Bridges For Urban Governance
Community platforms allow for direct two-way dialogue between municipalities / ULBs and urban poor/low-income populations. Such platforms are important to provide information on sanitation services, deliver them and drive behaviours for utilization of toilets and uptake of Faecal Sludge Management (FSM) practices. The municipalities’ active engagement with urban poor communities is critical to ensure compliance, and sustained use of safe sanitation.
Multiple Wins: Last-Mile Connectivity, Inclusion, Safe Sanitation, And Livelihoods
Enabling community-based platforms holds great potential to achieve multiple wins around improving livelihoods, addressing hyperlocal sanitation needs and creating a platform for inclusive development.
- Last-mile connectivity: While government schemes provide finance and infrastructure, community platforms help become eyes and ears of the community. They help ensure the reach of government schemes and support in sustaining improvements through behaviour change. The involvement of community-based platforms thus can help in the better monitoring and delivery of on-ground sanitation services that can yield better results compared to top-down monitoring mechanisms. Swach Sathis in Odisha is also good examples of community platforms ensuring the reach of government schemes and support in sustaining improvements through behaviour change.
- Inclusion: Empowering community platforms offer an opportunity to include members of marginalised communities. In states like Odisha, ULBs are promoting inclusive and improved sanitation and FSSM practices at the ward level, particularly, among the urban poor by handing over Operation and Maintenance (O&M) of four Septage Treatment Plants (SeTPs) to Self-Help Groups (SHGs) that are run by women and transgender communities.
- Safe sanitation and livelihoods: Community platforms like Self-Help-Groups (SHGs) and ALF (Area Level Federations) hold capacity for the last mile delivery of the two national flagship missions: Swachh Bharat Mission – Urban (SBM-U) and Deendayal Antyodaya Yojana – National Urban Livelihoods Mission (DAY-NULM) in urban areas. This becomes critical for sustaining sanitation improvements and also improving the quality of life of marginalized groups by empowering them and providing employment opportunities in the growing sanitation and waste management sectors.

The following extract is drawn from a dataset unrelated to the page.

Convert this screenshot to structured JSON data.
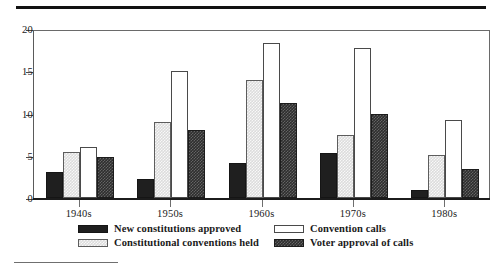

Urban Local Body (ULB) officials and community platforms have often demonstrated integrated approaches to create community engagement models in urban sanitation. These are good examples of how community platforms are key to address the challenge of urban sanitation and governance, not just as beneficiaries of schemes but as key stakeholders and partners in the implementation.
Way Forward
Fostering community platforms to scale their impact requires support from stakeholders that can collectivise, educate and build relevant capacities. An interesting point to note that most of the community platforms mentioned above have been formed with the help of NGOs and civil society organisations. Often, challenges that community platforms face are around aligning with government’s scheme delivery protocols and the community’s capacity to access those protocols.
NGOs, thus, can play a great role in simplifying the process and convergence across schemes. Additionally, for cities across India to replicate and scale up the solutions similar to those mentioned above, an enabling policy environment is required. Local governments must recognise these community platforms as critical partners and provide for adequate financial support. Creating an institutional framework on jobs and skills for community platforms, with a focus on the sanitation and waste management sectors will go a long way to secure livelihoods and ensuring inclusivity.